There has sometimes been confusion over the likely birthplace in Dublin of the Hon Arthur Wellesley, future Duke of Wellington, since the location was given as Antrim House. The property known by this name stood at the junction of north Merrion Square and Lower Mount Street, a vast residence erected for the Earl of Antrim, often considered the most impressive such property in the area after Leinster House: although vacated after just a couple of decades by the Antrims and later turned into an hotel, it survived until 1938 when demolished to make way for an expansion of the National Maternity Hospital. More importantly, the house was only built in 1775, six years after Wellesley’s birth. The confusion arises because the aforementioned earl had previously been responsible for the construction of a previous house not far away on Merrion Street, and this building had been leased by the Earl of Mornington, Arthur Wellesley’s father, in 1765, meaning it might still be thought of in some quarters as Antrim House.




Garret Wellesley – created first Earl of Mornington in 1760 – was born in 1735 in his family seat in County Meath, the now-ruinous Dangan, which has featured here before (see Once One of the Grandest Places in Meath « The Irish Aesthete). From an early age, he demonstrated both interest and aptitude in music, with a particular facility for the violin and for composition: when he was aged 13, his godmother, Mary Delany, wrote that he was ‘a most extraordinary boy. . . [with] more knowledge than I ever met with in one so young.’ Seemingly when he asked composers Francesco Geminiani and Thomas Roseingrave for lessons, they both said he already knew everything they could teach him.
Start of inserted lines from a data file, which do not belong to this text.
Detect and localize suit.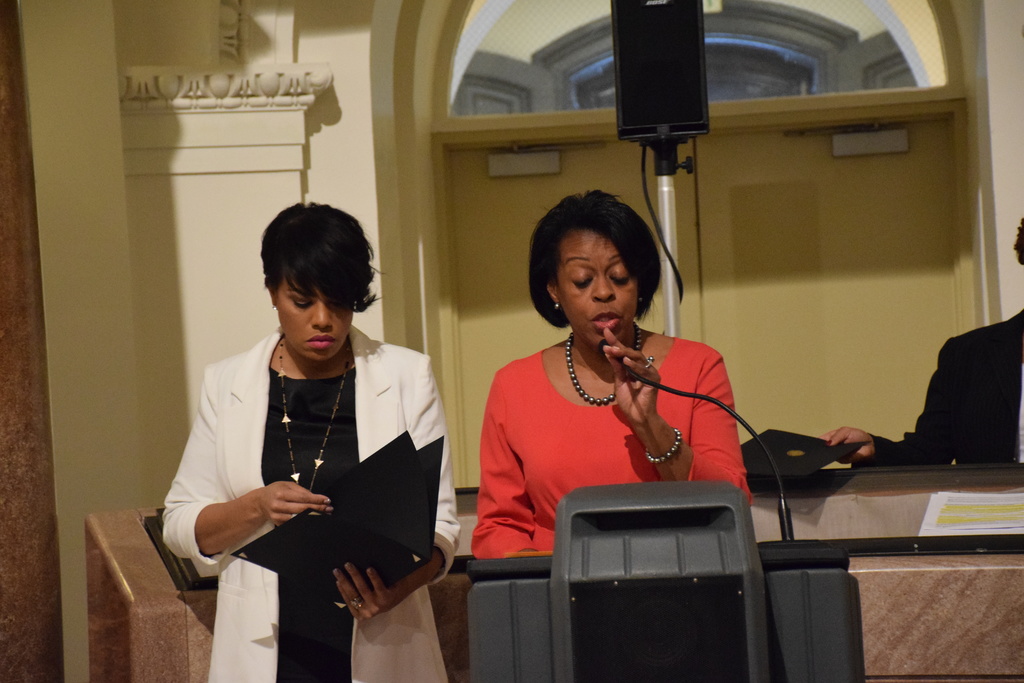
Localized at rect(897, 304, 1021, 487).
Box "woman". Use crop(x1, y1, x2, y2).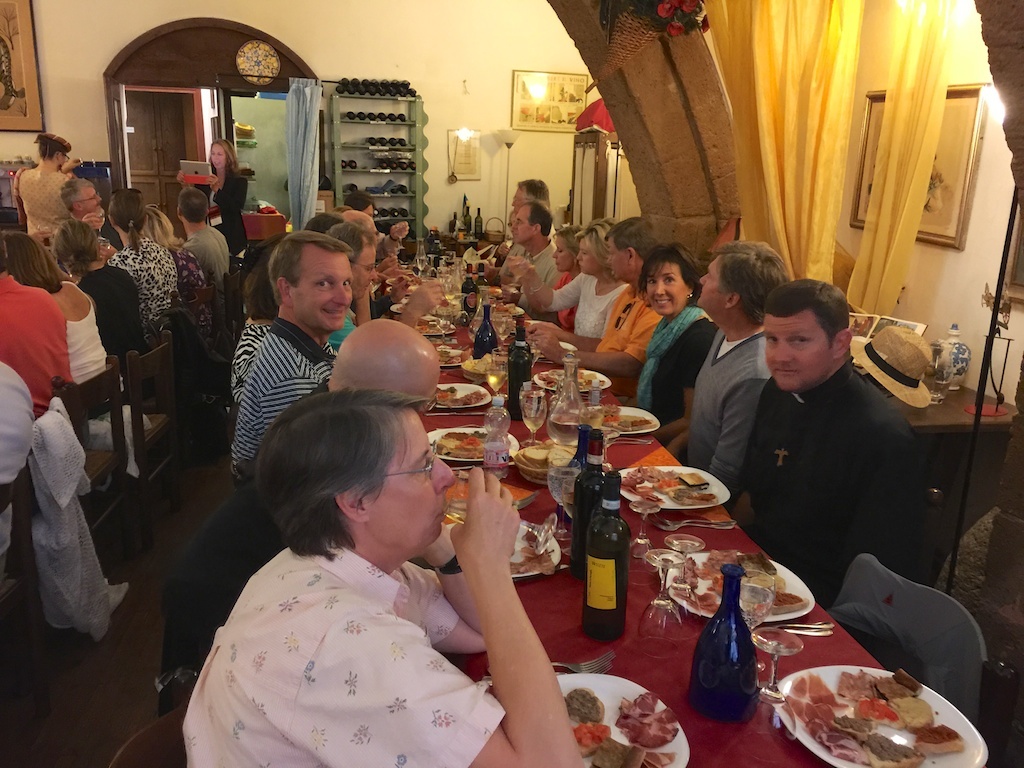
crop(546, 224, 588, 334).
So passionate was he about music that on the day of his wedding in February 1759 he also conducted a charity performance of Handel’s oratorio Acis and Galatea for Mercer’s Hospital. After receiving an MA in 1757, along with two other amateur composers, Kane O’Hara and Francis Hutcheson, Wellesley founded an Academy of Music in Dublin. Combining concerts with charitable fundraising, this was the first musical institution in Britain and Ireland to admit women members, its patrons including the Countesses of Tyrone, Charleville and Mornington. Lady Freke, Miss Cavendish and Miss Nichols were listed as harpsichord players, and there were five aristocratic female vocal performers. In 1764 Trinity College Dublin conferred Lord Mornington with a Doctor of Music before being appointed Professor of Music there later that year. He held this post for the next decade and when he resigned, the professorship lapsed and was only revived in the following century. Lord Mornington’s compositions are almost all vocal, including a five-act opera, Caractacus, which was performed at The Theatre Royal, Smock Alley in Dublin in 1764. Seemingly only one completely instrumental work by him survives, a march he wrote for the installation of the Duke of Bedford as Chancellor of Dublin University in 1768. This then was the man who was responsible for Mornington House.
Now part of the Merrion Hotel, Mornington House was not the earl’s first Dublin residence: he had previously occupied a property on Grafton Street. But with the move east following the completion of Leinster House in … he decided to find a new home for himself and his family. Initially, he intended to acquire a plot 100 feet wide on Merrion Square itself, the proposed house being flanked by a carriage arch on either side. However, Lord FitzWilliam, who owned the land here, turned down this scheme, hence Mornington opted to move around the corner and take the lease on Lord Antrim’s recently completed Merrion Street house. As seen today, the building is of five bays and three storeys over basement, faced in brick like its neighbours and with a pedimented stone doorcase flanked by Doric columns; it is thought to have been designed by architect Christopher Myers (he had previously been the architect of Lord Mornington’s Grafton Street house). Again, as is so often the case with Dublin townhouses, the plain exterior conceals a rich interior decorative scheme, although the entrance hall is largely unornamented. On the other hand, two reception rooms to the right of this have elaborate plasterwork ceilings are heavily ornamented with scallop shells, floral festoons and acanthus scrolls, as well as flower baskets and birds. While much in the style of Robert West, Professor Christine Casey attributes all this to the Dublin stuccodore James Byrne, who was similarly responsible around the same period for the decoration of 12 Merrion Square, where his client was William Brownlow, MP for Lurgan, Co. Armagh, who was a friend of Mornington and, like him, a keen amateur musician (he was reputed to have played the harpsichord at the first performance of Handel’s Messiah in Fishamble Street, Dublin in 1742). In May 1766 Brownlow paid a gratuity of £7-13s-6d to Byrne as a ‘present for doing his work well’. Back on Merrion Street, the most interesting space is the stair hall, lit by a large round headed window on the return. In contrast to the somewhat mean joinery of the stairs and dado rail, the plasterwork is most engaging, the wall panels containing garlands and festoons of fruit and flowers, while above them is an exceptionally deep coved cornice with a double row of ovals composed of scrolling acanthus leaves with flowers at their intersections. This was the house in which the future Duke of Wellington spent at least part of his childhood.